Advocacy research is skewing the evidence informing the government’s review of gambling laws – restricting personal freedoms and further undermining an already highly regulated industry, writes Dan Waugh.
When Nigel Huddleston launched the government’s once-in-a-generation review of Britain’s gambling laws in 2019, he emphasised that it was to be an exercise in modernisation, grounded in hard evidence. After 27 months, three gambling ministers and four Secretaries of State, publication of a White Paper is now understood to be imminent; but there are also signs that the process has worked loose of Huddleston’s sensible moorings. In particular, the abasement of academia as a tool of advocacy rather than enquiry now presents a strong risk that this long awaited and long overdue review will result in regulatory dysfunction.
An analysis of Hansard reveals that the most commonly cited pieces of research in Parliamentary Questions on gambling since the launch of the Gambling Act Review are last year’s Public Health England report on gambling harms and the 2021 Oxford University study of Lloyds Bank data on gambling expenditures (Muggleton et al.). It is not surprising that these two reports have grabbed political attention. The former alleged social and economic costs of gambling in England of at least £1.2billion a year; while the latter claimed to have identified relationships between spending on gambling and a range of ‘harms’, including increased mortality. However, both studies contained serious methodological flaws; both made immoderate and unsubstantiated claims; both appeared to have been conducted with the aim of influencing the outcome of the government review. As we have seen only too well in recent years, ‘science’ can all too easily be bent to the will of vested or ideological interests.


▶ YOUR ASSIGNMENT
Nothing should change. Output the data exactly.

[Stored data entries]
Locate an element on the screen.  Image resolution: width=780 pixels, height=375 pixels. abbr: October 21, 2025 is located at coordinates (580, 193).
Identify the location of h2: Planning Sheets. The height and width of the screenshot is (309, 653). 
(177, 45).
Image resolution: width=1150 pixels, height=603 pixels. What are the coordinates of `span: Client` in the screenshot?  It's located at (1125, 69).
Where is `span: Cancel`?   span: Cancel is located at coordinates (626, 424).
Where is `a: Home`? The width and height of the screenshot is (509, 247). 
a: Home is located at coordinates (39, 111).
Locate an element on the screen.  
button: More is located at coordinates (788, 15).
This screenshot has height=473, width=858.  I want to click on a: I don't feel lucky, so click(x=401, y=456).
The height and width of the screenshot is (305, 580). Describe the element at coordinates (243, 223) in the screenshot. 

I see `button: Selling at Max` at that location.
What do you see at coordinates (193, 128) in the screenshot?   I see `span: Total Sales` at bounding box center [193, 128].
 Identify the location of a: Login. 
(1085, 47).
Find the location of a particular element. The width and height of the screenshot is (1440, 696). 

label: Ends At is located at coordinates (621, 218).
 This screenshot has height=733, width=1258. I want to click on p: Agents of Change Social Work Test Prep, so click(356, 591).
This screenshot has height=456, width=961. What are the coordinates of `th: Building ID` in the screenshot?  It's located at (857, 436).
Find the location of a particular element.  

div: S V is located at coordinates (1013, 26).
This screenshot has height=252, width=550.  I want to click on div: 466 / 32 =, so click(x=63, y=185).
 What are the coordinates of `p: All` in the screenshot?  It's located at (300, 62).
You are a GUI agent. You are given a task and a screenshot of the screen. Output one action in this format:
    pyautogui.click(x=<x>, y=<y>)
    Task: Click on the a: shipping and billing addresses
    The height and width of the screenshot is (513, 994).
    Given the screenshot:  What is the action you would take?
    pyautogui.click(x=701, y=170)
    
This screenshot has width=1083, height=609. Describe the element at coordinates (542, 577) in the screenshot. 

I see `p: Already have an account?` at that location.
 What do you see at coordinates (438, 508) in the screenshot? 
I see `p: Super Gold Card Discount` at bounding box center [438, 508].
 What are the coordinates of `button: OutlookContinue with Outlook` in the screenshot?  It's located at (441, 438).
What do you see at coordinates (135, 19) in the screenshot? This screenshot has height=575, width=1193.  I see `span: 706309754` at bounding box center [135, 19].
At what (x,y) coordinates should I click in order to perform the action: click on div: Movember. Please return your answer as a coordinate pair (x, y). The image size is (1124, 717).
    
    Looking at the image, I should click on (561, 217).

▶ WRITTEN RESPONSE
Locate an element on the screen.  Image resolution: width=780 pixels, height=375 pixels. abbr: October 21, 2025 is located at coordinates (580, 193).
Identify the location of h2: Planning Sheets. The height and width of the screenshot is (309, 653). 
(177, 45).
Image resolution: width=1150 pixels, height=603 pixels. What are the coordinates of `span: Client` in the screenshot?  It's located at (1125, 69).
Where is `span: Cancel`?   span: Cancel is located at coordinates (626, 424).
Where is `a: Home`? The width and height of the screenshot is (509, 247). 
a: Home is located at coordinates (39, 111).
Locate an element on the screen.  
button: More is located at coordinates (788, 15).
This screenshot has height=473, width=858.  I want to click on a: I don't feel lucky, so click(x=401, y=456).
The height and width of the screenshot is (305, 580). Describe the element at coordinates (243, 223) in the screenshot. 

I see `button: Selling at Max` at that location.
What do you see at coordinates (193, 128) in the screenshot?   I see `span: Total Sales` at bounding box center [193, 128].
 Identify the location of a: Login. 
(1085, 47).
Find the location of a particular element. The width and height of the screenshot is (1440, 696). 

label: Ends At is located at coordinates (621, 218).
 This screenshot has height=733, width=1258. I want to click on p: Agents of Change Social Work Test Prep, so click(356, 591).
This screenshot has height=456, width=961. What are the coordinates of `th: Building ID` in the screenshot?  It's located at (857, 436).
Find the location of a particular element.  

div: S V is located at coordinates (1013, 26).
This screenshot has height=252, width=550.  I want to click on div: 466 / 32 =, so click(x=63, y=185).
 What are the coordinates of `p: All` in the screenshot?  It's located at (300, 62).
You are a GUI agent. You are given a task and a screenshot of the screen. Output one action in this format:
    pyautogui.click(x=<x>, y=<y>)
    Task: Click on the a: shipping and billing addresses
    The height and width of the screenshot is (513, 994).
    Given the screenshot:  What is the action you would take?
    pyautogui.click(x=701, y=170)
    
This screenshot has width=1083, height=609. Describe the element at coordinates (542, 577) in the screenshot. 

I see `p: Already have an account?` at that location.
 What do you see at coordinates (438, 508) in the screenshot? 
I see `p: Super Gold Card Discount` at bounding box center [438, 508].
 What are the coordinates of `button: OutlookContinue with Outlook` in the screenshot?  It's located at (441, 438).
What do you see at coordinates (135, 19) in the screenshot? This screenshot has height=575, width=1193.  I see `span: 706309754` at bounding box center [135, 19].
At what (x,y) coordinates should I click in order to perform the action: click on div: Movember. Please return your answer as a coordinate pair (x, y). The image size is (1124, 717).
    
    Looking at the image, I should click on (561, 217).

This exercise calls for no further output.